CDU
Pregnancy can be hazardous to a woman's health, and life – if she carries a recently identified gene mutation. It encodes a flawed form of the receptor for a steroid hormone called mineralocorticoid.
"So when women who carry this mutation become pregnant," said molecular geneticist Richard Lifton, of the Howard Hughes Medical Institute at Yale University (New Haven, Connecticut), "they develop severe hypertension, because a normal hormone of pregnancy, progesterone, now has an abnormal action. It normally acts as an antagonist of the mineralocorticoid receptor [MR], which promotes salt and water reabsorption in the kidney." But as a consequence of this mutation, he added, "it now has the opposite effect. It acts as an agonist, and promotes massive salt and water retention, leading to very severe high blood pressure."
In general, Lifton said, "pregnancy-induced hypertension affects 6% of all pregnancies, an incidence believed to be fairly consistent worldwide. So that would be about 8 million pregnancies a year." The disorder "contributes to morbidity and mortality in both the mother and fetus to a degree that depends largely on its recognition and treatment. If untreated, it can cause serious medical complications, including eclampsia, which is potentially fatal."
Lifton added: "Even in the non-pregnant state, this MR mutation causes hypertension. But when a woman becomes pregnant and her progesterone levels go up, the hypertension becomes pretty much impossible to manage. It has proved maddeningly difficult to figure out the primary causes of pregnancy-induced hypertension." The disorder, he said, "is inherited as an autosomal dominant trait.
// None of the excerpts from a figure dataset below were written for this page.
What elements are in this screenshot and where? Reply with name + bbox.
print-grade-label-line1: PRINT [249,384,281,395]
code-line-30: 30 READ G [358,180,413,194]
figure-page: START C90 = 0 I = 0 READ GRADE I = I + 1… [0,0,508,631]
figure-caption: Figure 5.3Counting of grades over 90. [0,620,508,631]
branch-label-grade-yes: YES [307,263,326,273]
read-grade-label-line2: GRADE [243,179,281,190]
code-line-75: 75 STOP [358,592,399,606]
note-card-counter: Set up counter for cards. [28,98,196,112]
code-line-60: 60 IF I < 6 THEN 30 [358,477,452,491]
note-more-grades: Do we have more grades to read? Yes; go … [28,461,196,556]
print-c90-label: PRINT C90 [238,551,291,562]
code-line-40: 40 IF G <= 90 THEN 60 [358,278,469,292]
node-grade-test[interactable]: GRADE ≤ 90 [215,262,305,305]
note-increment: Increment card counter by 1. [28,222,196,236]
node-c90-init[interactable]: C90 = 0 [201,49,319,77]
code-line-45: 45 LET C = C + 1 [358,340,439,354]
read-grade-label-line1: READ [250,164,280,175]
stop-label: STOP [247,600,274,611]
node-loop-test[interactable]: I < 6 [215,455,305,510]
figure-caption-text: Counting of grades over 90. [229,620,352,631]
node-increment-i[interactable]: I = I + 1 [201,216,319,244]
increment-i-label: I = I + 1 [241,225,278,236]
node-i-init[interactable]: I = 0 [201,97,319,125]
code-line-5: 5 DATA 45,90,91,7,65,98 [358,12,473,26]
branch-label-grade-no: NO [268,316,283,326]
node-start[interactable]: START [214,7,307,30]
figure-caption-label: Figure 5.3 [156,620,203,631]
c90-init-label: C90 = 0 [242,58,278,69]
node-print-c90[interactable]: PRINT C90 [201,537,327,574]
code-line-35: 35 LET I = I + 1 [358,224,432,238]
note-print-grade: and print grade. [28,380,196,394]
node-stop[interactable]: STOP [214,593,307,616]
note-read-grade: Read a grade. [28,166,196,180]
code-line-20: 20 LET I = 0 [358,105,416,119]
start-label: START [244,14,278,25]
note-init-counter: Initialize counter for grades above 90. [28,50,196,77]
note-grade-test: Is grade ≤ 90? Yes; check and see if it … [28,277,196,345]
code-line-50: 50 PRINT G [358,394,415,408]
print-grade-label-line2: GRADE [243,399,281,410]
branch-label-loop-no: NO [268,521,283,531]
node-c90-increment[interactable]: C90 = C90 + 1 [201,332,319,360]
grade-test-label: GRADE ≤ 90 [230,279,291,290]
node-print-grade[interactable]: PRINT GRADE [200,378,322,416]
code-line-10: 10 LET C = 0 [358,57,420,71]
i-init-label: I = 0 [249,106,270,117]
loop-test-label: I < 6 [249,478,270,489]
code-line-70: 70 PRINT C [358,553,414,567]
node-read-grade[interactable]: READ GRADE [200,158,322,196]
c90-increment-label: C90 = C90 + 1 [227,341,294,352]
So everybody we studied who inherited this mutation developed significant hypertension before the age of 20, which is an unusual, early-onset feature in the general population."
Lifton is senior author of a paper on the receptor mutation in the July 7, 2000, issue of Science. "This represents a first link between a normal pregnancy change in physiology that when it goes wrong causes this severe form of the pregnancy disorder," he said. "I think its importance is that it naturally raises the question of whether other abnormalities in the same part of the biochemical pathway of salt reabsorption in the kidney might underlie more common forms of pregnancy-related hypertension." To explain this link, Lifton resorted to an analogy: "How much water can you squeeze into a garden hose if the hose is analogous to your blood vessel? If you pump more water into the hose, you can see that the pressure is going to go up. That's in essence what happens with this disease."
Lifton noted, "Our bodies have a set point for salt balance. We eat variable amounts of salt, drink variable amounts of water, and yet we have to be pumping blood, delivering oxygen and nutrients to the tissues, in adequate amounts all the time." He said the body has "a very elegant homeostatic mechanism for maintaining intravascular volume to permit adequate perfusion of tissues at all times. This regulates how much salt and how much water the kidney reabsorbs from what it filters all the time."
What happens as a consequence of this MR mutation, Lifton said, "is that the kidney reabsorbs more salt and water than it otherwise would, and as a result blood pressure goes up." To determine if mutations in MR could cause increased renal salt reabsorption, and hypertension, the co-authors screened blood samples from 75 patients with early-onset, severe hypertension. One 15-year-old boy with the disorder had a missense genomic mutation, substituting a leucine amino acid for serine. Of this youngster's 23 relatives tested, the Science paper reported, "11 had been diagnosed with severe hypertension before age 20. All carried the mutant MR. Three deceased pedigree members with early-onset hypertension all died of heart failure before age 50."
Lifton noted, "Hypertension is certainly one of the major risk factors for heart attack, heart failure and stroke. The proximate cause in myocardial infarction and stroke is that the high blood pressure damages the blood vessel wall, leading to injury-repair mechanisms that ultimately cause either thrombosis – the clotting of the vessel – or in the case of stroke, to possible vessel rupture, leading to hemorrhage." He added, "If you look at people who develop atherosclerosis, heart disease and stroke, the major risk factors are smoking, diabetes, cholesterol and hypertension." After characterizing this familial pregnancy-induced hypertension and figuring out its molecular cause, Lifton and his co-authors went on to determine the mechanism by which the mutation acts at the atomic level. "We looked at the structure of the wild type and the mutant receptor," he said, "and determined how the mutation allows progesterone to activate the receptor. And the solution to that turned out to be unexpectedly interesting, because it identified an interaction between two alpha-helices of the receptor protein, which is essential in its activation by progesterone."
He added, "The almost identical interactions are present in every other steroid hormone receptor. And up to now their significance for receptor activation was not anticipated. As a consequence, we now know that that interaction is key; one can imagine developing new steroid receptor antagonists that act by interrupting that interaction between these two helices."